It is slightly too early in the season, but the time for daydreams is over, and the real sea is lapping at our feet. The trailer wheels are on the edge of the water, the masts are up, the sails are on and furled. A great black cloud sails off the sun, and a ray lances down and plunges into the deep honey-gold of the varnish on twenty-foot yawl's rubbing strake. There is, frankly, too much wind.
But into the sea she rolls, someone hanging on to a line on her windward quarter to stop the stern swinging. The trailer rolls away and we are aboard, drifting out to sea, unfurling the mizzen to bring the boat head to wind. Little black patches of breeze are wriggling off the shore. We are getting out of the lee of the woods, and the wind on the face is fierce. This is no time for mainsails. Uncleat the furling line, haul on the jib sheet. The sail unrolls, bang.
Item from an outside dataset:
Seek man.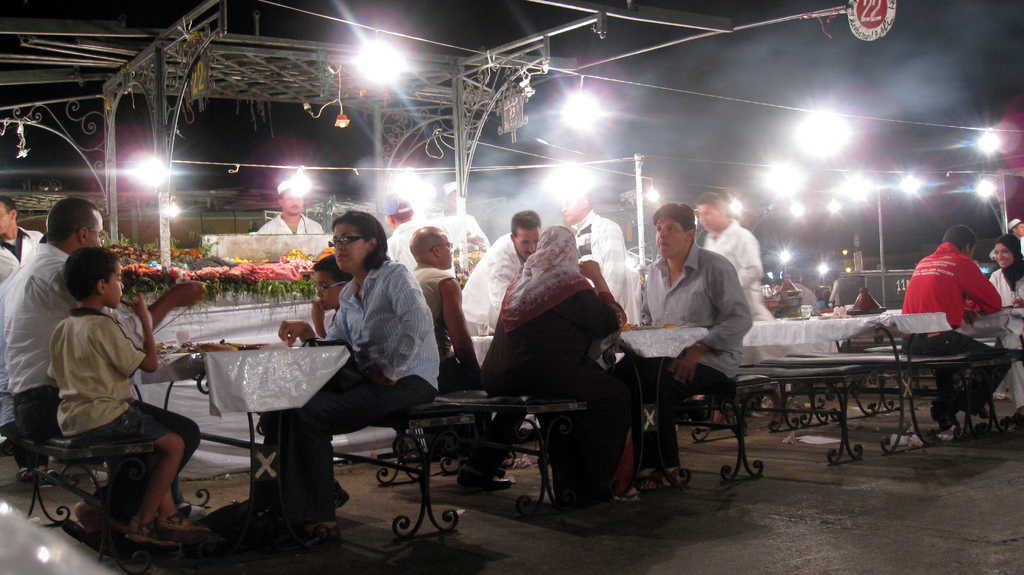
bbox=[637, 204, 755, 492].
Back it to bring the bow round, then sheet in. Jib fills. Mizzen fills. And away we reach, jib and jigger, towards the faraway straggle of white houses that lines the mountain's foot.
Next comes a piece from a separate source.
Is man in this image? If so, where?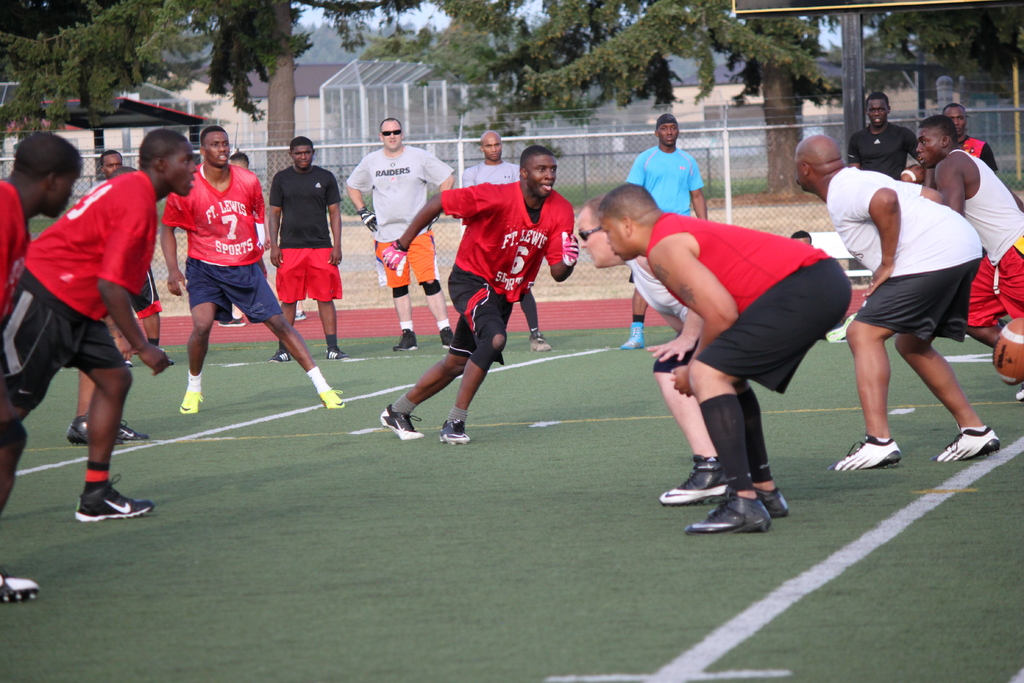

The gusts are big, but we greet them with a light laugh scarcely audible over the roar of the wake. Half an hour, and we are in the calmer water in the lee of the hills. Consider the usual deep-sea maxim: if you think it is time to shake out a reef, have a cup of tea, then shake out the reef. This is a shopping trip, so there is no kettle. Still, a mental cup of tea, and sure enough, bang, a squall, and green water pours glassy over the downhill rail. Then a quiet little breeze, the sea ahead blue and unshadowed as a baby's eyes. There will be no more gusts. Lash the tiller, jog forward, haul up the main and sheet in.
On we glide towards the village, burgee stiff at the gaff peak. The movement of the deck underfoot is lively after the stolid land. It fills the mind with thoughts of freedom. There is the pier, a colossal structure built for the paddle steamers that were once the public transport round these parts, growing white out of the beach. After the long locked-down winter there is a rush of happiness at once again seeing the land from the sea, and the promise of a lot more of it in the months to come.
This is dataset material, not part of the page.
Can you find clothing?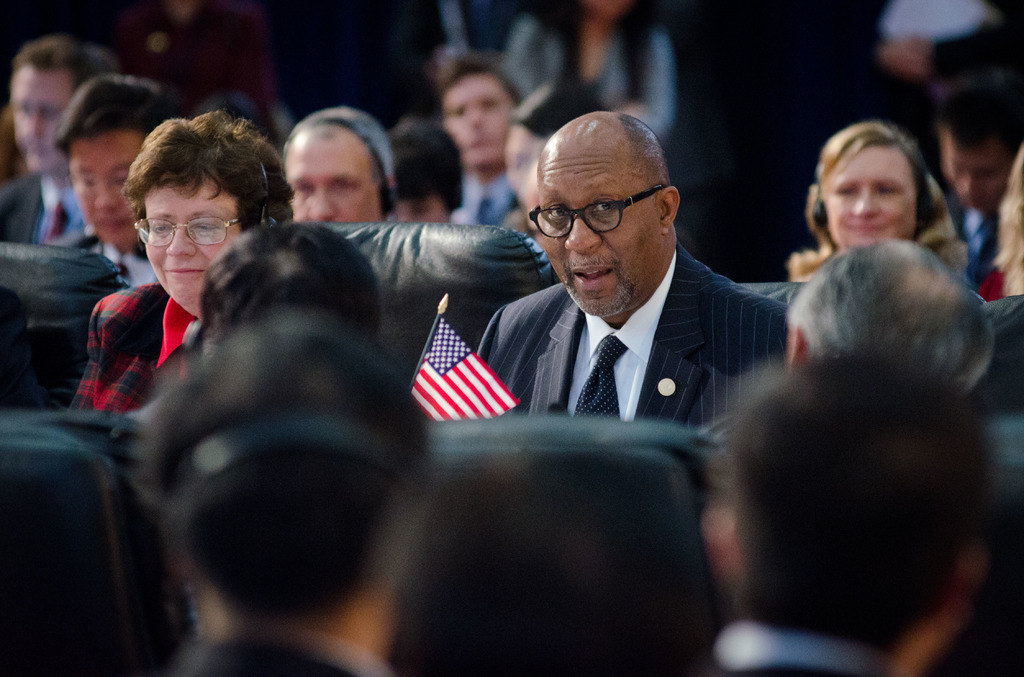
Yes, bounding box: detection(504, 17, 675, 142).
The pier reels high against the clouds. We glide in to the stairs. Fenders out. Head to wind, alongside, sails drumming unsheeted, watch your head on the mainsheet block. Bow line on, roll up jib, down with the main, stern line on. Faces peer down from the top of the steps. Run up the steps, down to the shop, once round the shelves, and back with a couple of baskets of groceries.
The patches of blue sky are bigger now, and out on the sea the wind is moderating. Main up, jib out, shorelines off. Back jib till the nose comes round, and away we go, weightless again, properly supplied. Soon we will be sailing these waters in the big boat, over the horizon and far away. For the moment, though, there is the kick of the tiller and the swoop of the deck and the grocery baskets under their tarpaulin at the mast's foot; and after a few miles the mooring buoy, fresh orange and newly serviced, rising under the bow. Someone is rowing the dinghy out from the shore to pick us up. Boring business, going shopping. But not today; quite the opposite, in fact.